THERE are very few lions in Yorkshire.

I’m reminded of the joke about the man sprinkling something out of the train window on the Stalybridge to Huddersfield track.

“What are you up to?” asks another passenger.

“It’s anti-lion powder,” says the man.

“But there are no lions in Marsden,” says the passenger.

“I know. It’s great stuff, isn’t it?”

Of the few lions in Yorkshire, most can be found at the Yorkshire Wildlife Park near Doncaster.

I thought grandson Harry would be chuffed to bits over the children’s playground, the slides, the chance to pat a goat and cuddle a wallaby.
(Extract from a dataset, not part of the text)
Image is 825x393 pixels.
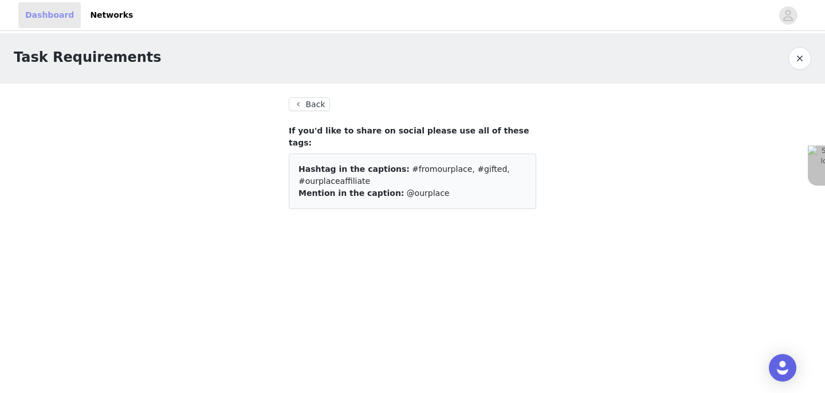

I thought he might have been taken with the ring-tailed lemurs, the mongooses and the meerkats – or even his big bowl of lunchtime pasta.

But no – it was the lions.

Bear in mind the lions were sitting asleep on a mound of earth 100 metres behind a 10 metre high electrified fence.

They didn’t move or roar or pace about or bring down and feast upon a wildebeest.

There’s a message here.

Do not imagine you know what is really going on in a child’s mind.

Do not imagine you know what will please, amuse, frighten or intrigue a child.

It will almost certainly be not what you think it is.

That was the lesson the lions of Yorkshire and Harry have taught me and, as an assiduous grandfather, it’s not one I’m going to forget in a hurry.